Second Ring - Difficulty 2

Arcane Arsenal

Ranged creeps usually don’t hurt, but don’t let that drop your guard. These creeps shoot out slow-moving fireballs that actually pack a disturbing punch. That means they’re easy to dodge, but if you don’t, you’ll be suffering pretty hard.

Crazed Sniper

Hate Sniper? Hate a Sniper with a Mask of Madness? God, we’re so sorry, that’s literally what this room is. At least he’s the only thing in this room. But seriously, ow.

Realm of the Elder Fae

As if Dark Willow isn’t broken enough in pubs, her infamous Bramble Maze is being put to menacing use in Underhollow. Her auto-attacks are kind of painful on their own, but top that with a painful Bramble Maze summon and you’ve got a struggle. Plus, small Night Stalker-looking creeps will attack you as well, so try to keep track of your health.

The Wailing Chamber

The good news is, this room should be familiar to anyone that spends a lot of their pub games in the jungle, as these are basically just the same ghosts. Unfortunately, that means they also slow your movement. But that’s really it.

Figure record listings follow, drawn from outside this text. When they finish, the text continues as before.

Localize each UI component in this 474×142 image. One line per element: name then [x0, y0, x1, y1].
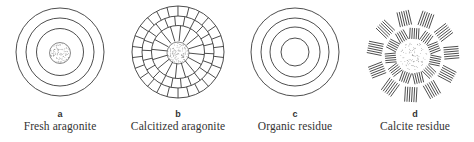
stipple-dot — [170, 60, 171, 61]
radial-segment — [208, 72, 216, 78]
stipple-dot — [175, 55, 176, 56]
panel-b-ring-inner — [152, 26, 205, 79]
radial-segment — [132, 46, 142, 47]
stipple-dot — [59, 49, 60, 50]
stipple-dot — [57, 58, 58, 59]
radial-segment — [188, 57, 202, 64]
stipple-dot — [170, 48, 171, 49]
radial-segment — [161, 76, 165, 84]
stipple-dot — [173, 55, 174, 56]
stipple-dot — [409, 52, 410, 53]
stipple-dot — [414, 51, 415, 52]
radial-segment — [148, 79, 155, 86]
stipple-dot — [407, 60, 408, 61]
stipple-dot — [53, 50, 54, 51]
stipple-dot — [176, 54, 177, 55]
stipple-dot — [51, 53, 52, 54]
stipple-dot — [170, 56, 171, 57]
stipple-dot — [170, 53, 171, 54]
stipple-dot — [412, 50, 413, 51]
stipple-dot — [170, 51, 171, 52]
panel-a-letter: a — [0, 109, 120, 119]
stipple-dot — [416, 66, 417, 67]
stipple-dot — [181, 45, 182, 46]
stipple-dot — [410, 59, 411, 60]
radial-segment — [135, 36, 144, 40]
calcite-dash — [419, 72, 421, 83]
stipple-dot — [407, 63, 408, 64]
stipple-dot — [53, 53, 54, 54]
radial-segment — [171, 78, 173, 87]
calcite-dash — [371, 68, 385, 73]
stipple-dot — [414, 66, 415, 67]
panel-c-figure — [251, 8, 339, 96]
stipple-dot — [412, 54, 413, 55]
radial-segment — [212, 65, 221, 69]
stipple-dot — [182, 61, 183, 62]
stipple-dot — [178, 58, 179, 59]
stipple-dot — [50, 55, 51, 56]
stipple-dot — [177, 47, 178, 48]
radial-segment — [190, 20, 194, 28]
calcite-dash — [430, 57, 441, 59]
stipple-dot — [172, 61, 173, 62]
stipple-dot — [180, 61, 181, 62]
calcite-dash — [425, 13, 430, 27]
radial-segment — [165, 19, 169, 28]
stipple-dot — [426, 54, 427, 55]
calcite-dash — [397, 33, 402, 43]
stipple-dot — [170, 49, 171, 50]
stipple-dot — [60, 44, 61, 45]
stipple-dot — [174, 45, 175, 46]
stipple-dot — [418, 61, 419, 62]
calcite-dash — [385, 60, 396, 61]
panel-d-core-stipple — [400, 43, 427, 70]
calcite-dash — [386, 47, 396, 52]
radial-segment — [157, 11, 162, 20]
stipple-dot — [168, 55, 169, 56]
stipple-dot — [405, 45, 406, 46]
stipple-dot — [64, 51, 65, 52]
stipple-dot — [181, 57, 182, 58]
stipple-dot — [52, 53, 53, 54]
stipple-dot — [170, 50, 171, 51]
stipple-dot — [411, 44, 412, 45]
radial-segment — [180, 78, 181, 87]
stipple-dot — [185, 49, 186, 50]
stipple-dot — [419, 45, 420, 46]
panel-b-figure — [132, 6, 224, 98]
calcite-dash — [370, 66, 384, 71]
radial-segment — [185, 61, 195, 73]
panel-d-figure — [367, 10, 460, 102]
calcite-dash — [416, 87, 417, 102]
stipple-dot — [64, 48, 65, 49]
stipple-dot — [177, 43, 178, 44]
radial-segment — [135, 65, 144, 69]
stipple-dot — [417, 55, 418, 56]
stipple-dot — [405, 47, 406, 48]
stipple-dot — [402, 50, 403, 51]
radial-segment — [204, 44, 213, 46]
stipple-dot — [64, 49, 65, 50]
stipple-dot — [65, 51, 66, 52]
calcite-dash — [409, 87, 410, 102]
stipple-dot — [61, 54, 62, 55]
panel-c-letter: c — [235, 109, 355, 119]
stipple-dot — [416, 60, 417, 61]
stipple-dot — [414, 69, 415, 70]
stipple-dot — [412, 55, 413, 56]
stipple-dot — [182, 49, 183, 50]
stipple-dot — [187, 51, 188, 52]
stipple-dot — [66, 48, 67, 49]
stipple-dot — [173, 59, 174, 60]
stipple-dot — [413, 61, 414, 62]
stipple-dot — [414, 61, 415, 62]
stipple-dot — [176, 51, 177, 52]
stipple-dot — [66, 51, 67, 52]
radial-segment — [161, 31, 171, 43]
calcite-dash — [443, 46, 458, 47]
panel-c-ring-4 — [281, 38, 309, 66]
stipple-dot — [175, 58, 176, 59]
stipple-dot — [178, 60, 179, 61]
radial-segment — [152, 49, 167, 51]
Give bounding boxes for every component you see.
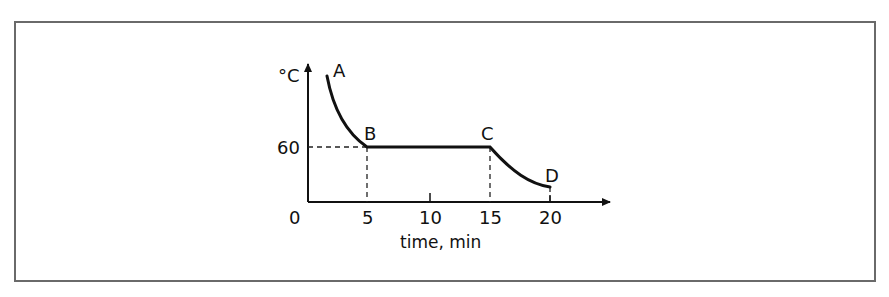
point-label-a: A xyxy=(333,60,346,81)
guide-lines xyxy=(308,147,550,202)
x-tick-label-20: 20 xyxy=(539,207,562,228)
temperature-time-chart: °C 60 0 5 10 15 20 time, min A B C D xyxy=(0,0,889,297)
y-tick-60: 60 xyxy=(277,137,300,158)
x-axis-title: time, min xyxy=(400,232,481,252)
x-tick-label-10: 10 xyxy=(419,207,442,228)
x-tick-label-15: 15 xyxy=(479,207,502,228)
point-label-c: C xyxy=(481,123,494,144)
temperature-curve xyxy=(327,76,550,187)
x-tick-label-0: 0 xyxy=(289,207,300,228)
y-unit-label: °C xyxy=(278,65,300,86)
point-label-b: B xyxy=(364,123,376,144)
x-tick-label-5: 5 xyxy=(362,207,373,228)
point-label-d: D xyxy=(545,165,559,186)
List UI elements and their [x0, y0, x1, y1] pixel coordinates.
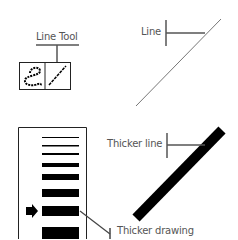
thickness-option	[42, 227, 79, 239]
thickness-option-selected	[42, 206, 79, 216]
line-tool-label: Line Tool	[36, 31, 78, 42]
thicker-drawing-label: Thicker drawing	[117, 225, 194, 236]
thickness-option	[42, 153, 79, 155]
selection-arrow-icon	[26, 204, 38, 218]
thickness-panel	[19, 128, 87, 240]
thickness-option	[42, 163, 79, 167]
line-tool-callout	[36, 45, 79, 64]
thicker-line-label: Thicker line	[107, 138, 162, 149]
thickness-option	[42, 189, 79, 197]
thickness-option	[42, 137, 79, 138]
line-label: Line	[141, 26, 161, 37]
toolbox	[20, 62, 71, 90]
thicker-drawing-callout	[80, 211, 110, 239]
thickness-option	[42, 174, 79, 180]
thickness-options[interactable]	[42, 137, 79, 239]
thickness-option	[42, 145, 79, 147]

The other real kicker about this room is that you need to be within the spawn area of each ghost to attack/spawn it. If you move too far, they’ll despawn, though they’ll reappear with the same HP you left them at.

Third Ring - Difficulty 3

Take Your Mud Lumps

Possibly the entire point of this room is that looks are deceiving. Mud Golems are annoying enough when they break off and cause more work in your pub matches, but these ones FREAKING HURT. The Medium AND Small “Splitters” each do 95 damage per hit, each. I have see MANY teammates and entire teams wiped by this room. I’m not joking. Heed this warning.

Kill off one Golem at a time, then kill the small ones, then move onto the next one. Don’t let all of them break apart at once, or you’ll be ruined by the sheer DPS.

Rollin’ Pangos

The main attraction of this room is — as the title implies — the rolling Pangoliers that will stun you if you happen to fall in their path. They’re not spell-proof, so you can easily stun or spell them into oblivion.

The cute side-enemies here are called “Omniminiknight,” a pun worth the $10 asking price for the Battle Price on its own. They aren’t much harm, but, like, any enemy, they’re a nuisance.

The Void

Featuring a Black Hole-spamming Enigma and a few auto-attacking jungle creeps, this room definitely requires a bit of tactics to over come. Namely, try to attack Enigma as far away from your teammates as possible (which may be difficult with multiple melee players).

Knights of Ostarion

These Wraith Kings aren’t actually terribly difficult on their own. However, they have one main catch: all four need to be dead or respawning SIMULTANEOUSLY in order to complete the room. It’s a tricky situation, but when all four go down, it’s completely satisfying. Mind their health bars, and you can pull this off fine.

Innermost Rings - Difficulty 4

It’s worth noting: these are essentially giant versions of heroes, with a few core items. Just so we don’t get redundant here.

Leader of the Pack

It’s Lycan. He has 11,000 HP, a BKB, a Desolator and a Satanic. And he can still summon Wolves, except they hurt more. Fantastic.

Protector of the Red Mountain

This is like Team Liquid’s Gh- became a boss room. A huge Earthshaker hangs out here and uses all of his abilities as if he has Aghanim’s Scepter. It’s pretty painful, and plenty of runs have ended here.

Ogre Smashers

Anyone who played Siltbreaker will recognize the attacks of these two Ogres. The first attack, mostly effective against any teammates nearby, is a jumping attack that does heavy damage to nearby enemies. Otherwise, he reaches over and smashes you from a much further distance.

Lord of Oblivion

This Pugna, like the other bosses, has his full selection of active abilities that can hurt when left unmanaged. However, he does stay in the middle of the room the entire time, so you can at least psyche out the NPC by getting him from all angles.